Showing posts with label Marc Chagall. Show all posts
Showing posts with label Marc Chagall. Show all posts

Sunday, February 10, 2013

Views of Paris

Jean Hélion - Roofs, Paris, 1958



Jean Dubuffet, View of Paris with Furtive Pedestrians



Maurice Utrillo - 40, Rue Ravignan


Marc Chagall, Le Pont de Passy et la Tour Eiffel


Ken Howard R.A. (British, born 1932) The Seine Paris - Evening Sparkle


Louis Hayet, Paris la Tour Eiffel


Childe Hassam, Champs Elysées, Paris - Oil on canvas, 1889



Georges Stein - A Flower Market Along The Seine (before 1890)


Albert Lebourg, Paris, the Seine at Pont des Arts and the Institute


Albert Lebourg - The Parc Monceau (1900)



Pierre Bonnard - Rue À Montmartre, Le Sacré-Coeur


Jean-Franck Baudoin (French, 1870-1961) - Quai de Seine avec vue sur la Concièrgerie


Jean-Franck Baudoin - Place de la Bataille, Paris


Jean-Franck Baudoin - Early Morning, Seine, Paris


Pablo Picasso - Ile de la Cite - View of Notre-Dame de Paris, 1945 
at Museum Ludwig, Cologne (Germany)


Auguste Chabaud - Gare du Nord, 1907


 Mercedes Gómez Pablos - Roofs of Paris, oil and carbon on canvas, 
162 x 114 cm, private collection


Auguste Chabaud - Shopping Street in Montmartre, 1907



Sunday, February 3, 2013

a Russian artist: Marc Chagall

Marc Zaharovich Chagall (1887 – 1985)


A Wheatfield on a Summer’s Day, 1942


Le Pont de Passy et la Tour Eiffel


Ida with a hat


The old jew (1912), expressionism



Snow-covered Church (1927)



Fleurs près de la fenêtre

Marc Zaharovich Chagall (6 July [O.S. 24 June] 1887 – 28 March 1985) was a Russian artist associated with several major artistic styles and one of the most successful artists of the 20th century. He was an early modernist, and created works in virtually every artistic medium, including painting, book illustrations, stained glass, stage sets, ceramic, tapestries and fine art prints.
Art critic Robert Hughes referred to Chagall as "the quintessential Jewish artist of the twentieth century". According to art historian Michael J. Lewis, Chagall was considered to be "the last survivor of the first generation of European modernists". For decades, he "had also been respected as the world's preeminent Jewish artist". Using the medium of stained glass, he produced windows for the cathedrals of Reims and Metz, windows for the UN, and the Jerusalem Windows in Israel. He also did large-scale paintings, including part of the ceiling of the Paris Opéra.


** WORK INSTRUCTION **
Would you repeat every line of the data exactly?

** INFORMATION **
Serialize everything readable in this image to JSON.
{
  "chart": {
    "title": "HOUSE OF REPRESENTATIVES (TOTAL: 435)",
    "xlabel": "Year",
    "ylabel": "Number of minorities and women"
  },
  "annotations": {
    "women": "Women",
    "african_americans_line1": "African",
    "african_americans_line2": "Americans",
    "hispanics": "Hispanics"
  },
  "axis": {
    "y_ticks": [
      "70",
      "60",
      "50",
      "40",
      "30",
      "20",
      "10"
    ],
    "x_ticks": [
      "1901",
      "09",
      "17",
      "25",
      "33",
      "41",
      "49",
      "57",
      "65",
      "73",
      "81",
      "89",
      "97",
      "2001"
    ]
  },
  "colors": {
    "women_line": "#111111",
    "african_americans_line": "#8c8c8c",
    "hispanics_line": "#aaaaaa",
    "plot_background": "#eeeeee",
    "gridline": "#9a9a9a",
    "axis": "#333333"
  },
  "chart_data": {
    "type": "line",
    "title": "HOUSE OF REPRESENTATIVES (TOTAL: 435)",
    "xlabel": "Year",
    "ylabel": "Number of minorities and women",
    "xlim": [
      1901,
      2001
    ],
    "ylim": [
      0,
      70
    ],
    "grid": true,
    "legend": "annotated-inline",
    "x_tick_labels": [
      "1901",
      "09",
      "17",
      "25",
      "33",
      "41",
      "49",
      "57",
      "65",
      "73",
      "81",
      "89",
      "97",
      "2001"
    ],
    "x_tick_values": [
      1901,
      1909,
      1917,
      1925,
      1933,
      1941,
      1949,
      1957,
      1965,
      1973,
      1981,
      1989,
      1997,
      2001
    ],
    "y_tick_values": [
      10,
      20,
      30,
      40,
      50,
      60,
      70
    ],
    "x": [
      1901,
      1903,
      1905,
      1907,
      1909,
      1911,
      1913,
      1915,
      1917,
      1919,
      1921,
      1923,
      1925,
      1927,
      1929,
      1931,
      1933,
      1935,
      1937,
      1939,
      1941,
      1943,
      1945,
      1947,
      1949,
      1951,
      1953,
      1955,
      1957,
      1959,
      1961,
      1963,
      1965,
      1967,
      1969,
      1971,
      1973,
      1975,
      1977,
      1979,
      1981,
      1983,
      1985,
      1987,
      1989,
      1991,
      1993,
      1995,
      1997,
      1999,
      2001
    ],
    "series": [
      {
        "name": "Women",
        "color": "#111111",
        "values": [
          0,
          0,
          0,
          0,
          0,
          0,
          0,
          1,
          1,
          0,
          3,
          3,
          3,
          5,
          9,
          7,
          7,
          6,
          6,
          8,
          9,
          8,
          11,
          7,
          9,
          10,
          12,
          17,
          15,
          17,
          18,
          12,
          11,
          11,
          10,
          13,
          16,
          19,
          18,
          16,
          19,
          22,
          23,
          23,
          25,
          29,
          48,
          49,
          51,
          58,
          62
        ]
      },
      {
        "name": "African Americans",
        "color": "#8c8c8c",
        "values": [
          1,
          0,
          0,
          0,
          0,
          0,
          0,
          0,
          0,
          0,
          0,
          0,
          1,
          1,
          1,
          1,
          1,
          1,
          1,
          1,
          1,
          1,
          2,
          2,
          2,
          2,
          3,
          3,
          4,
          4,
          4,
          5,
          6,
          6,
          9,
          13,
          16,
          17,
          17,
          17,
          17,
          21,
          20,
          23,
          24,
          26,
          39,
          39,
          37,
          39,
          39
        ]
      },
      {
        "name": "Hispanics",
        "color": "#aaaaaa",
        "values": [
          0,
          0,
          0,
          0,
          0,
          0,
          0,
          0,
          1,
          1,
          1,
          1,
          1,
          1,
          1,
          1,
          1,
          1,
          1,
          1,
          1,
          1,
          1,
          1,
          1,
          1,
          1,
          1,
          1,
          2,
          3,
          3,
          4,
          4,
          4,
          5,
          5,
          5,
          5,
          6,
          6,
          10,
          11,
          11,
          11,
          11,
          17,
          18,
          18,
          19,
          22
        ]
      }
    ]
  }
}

** YOUR RESPONSE **
Serialize everything readable in this image to JSON.
{
  "chart": {
    "title": "HOUSE OF REPRESENTATIVES (TOTAL: 435)",
    "xlabel": "Year",
    "ylabel": "Number of minorities and women"
  },
  "annotations": {
    "women": "Women",
    "african_americans_line1": "African",
    "african_americans_line2": "Americans",
    "hispanics": "Hispanics"
  },
  "axis": {
    "y_ticks": [
      "70",
      "60",
      "50",
      "40",
      "30",
      "20",
      "10"
    ],
    "x_ticks": [
      "1901",
      "09",
      "17",
      "25",
      "33",
      "41",
      "49",
      "57",
      "65",
      "73",
      "81",
      "89",
      "97",
      "2001"
    ]
  },
  "colors": {
    "women_line": "#111111",
    "african_americans_line": "#8c8c8c",
    "hispanics_line": "#aaaaaa",
    "plot_background": "#eeeeee",
    "gridline": "#9a9a9a",
    "axis": "#333333"
  },
  "chart_data": {
    "type": "line",
    "title": "HOUSE OF REPRESENTATIVES (TOTAL: 435)",
    "xlabel": "Year",
    "ylabel": "Number of minorities and women",
    "xlim": [
      1901,
      2001
    ],
    "ylim": [
      0,
      70
    ],
    "grid": true,
    "legend": "annotated-inline",
    "x_tick_labels": [
      "1901",
      "09",
      "17",
      "25",
      "33",
      "41",
      "49",
      "57",
      "65",
      "73",
      "81",
      "89",
      "97",
      "2001"
    ],
    "x_tick_values": [
      1901,
      1909,
      1917,
      1925,
      1933,
      1941,
      1949,
      1957,
      1965,
      1973,
      1981,
      1989,
      1997,
      2001
    ],
    "y_tick_values": [
      10,
      20,
      30,
      40,
      50,
      60,
      70
    ],
    "x": [
      1901,
      1903,
      1905,
      1907,
      1909,
      1911,
      1913,
      1915,
      1917,
      1919,
      1921,
      1923,
      1925,
      1927,
      1929,
      1931,
      1933,
      1935,
      1937,
      1939,
      1941,
      1943,
      1945,
      1947,
      1949,
      1951,
      1953,
      1955,
      1957,
      1959,
      1961,
      1963,
      1965,
      1967,
      1969,
      1971,
      1973,
      1975,
      1977,
      1979,
      1981,
      1983,
      1985,
      1987,
      1989,
      1991,
      1993,
      1995,
      1997,
      1999,
      2001
    ],
    "series": [
      {
        "name": "Women",
        "color": "#111111",
        "values": [
          0,
          0,
          0,
          0,
          0,
          0,
          0,
          1,
          1,
          0,
          3,
          3,
          3,
          5,
          9,
          7,
          7,
          6,
          6,
          8,
          9,
          8,
          11,
          7,
          9,
          10,
          12,
          17,
          15,
          17,
          18,
          12,
          11,
          11,
          10,
          13,
          16,
          19,
          18,
          16,
          19,
          22,
          23,
          23,
          25,
          29,
          48,
          49,
          51,
          58,
          62
        ]
      },
      {
        "name": "African Americans",
        "color": "#8c8c8c",
        "values": [
          1,
          0,
          0,
          0,
          0,
          0,
          0,
          0,
          0,
          0,
          0,
          0,
          1,
          1,
          1,
          1,
          1,
          1,
          1,
          1,
          1,
          1,
          2,
          2,
          2,
          2,
          3,
          3,
          4,
          4,
          4,
          5,
          6,
          6,
          9,
          13,
          16,
          17,
          17,
          17,
          17,
          21,
          20,
          23,
          24,
          26,
          39,
          39,
          37,
          39,
          39
        ]
      },
      {
        "name": "Hispanics",
        "color": "#aaaaaa",
        "values": [
          0,
          0,
          0,
          0,
          0,
          0,
          0,
          0,
          1,
          1,
          1,
          1,
          1,
          1,
          1,
          1,
          1,
          1,
          1,
          1,
          1,
          1,
          1,
          1,
          1,
          1,
          1,
          1,
          1,
          2,
          3,
          3,
          4,
          4,
          4,
          5,
          5,
          5,
          5,
          6,
          6,
          10,
          11,
          11,
          11,
          11,
          17,
          18,
          18,
          19,
          22
        ]
      }
    ]
  }
}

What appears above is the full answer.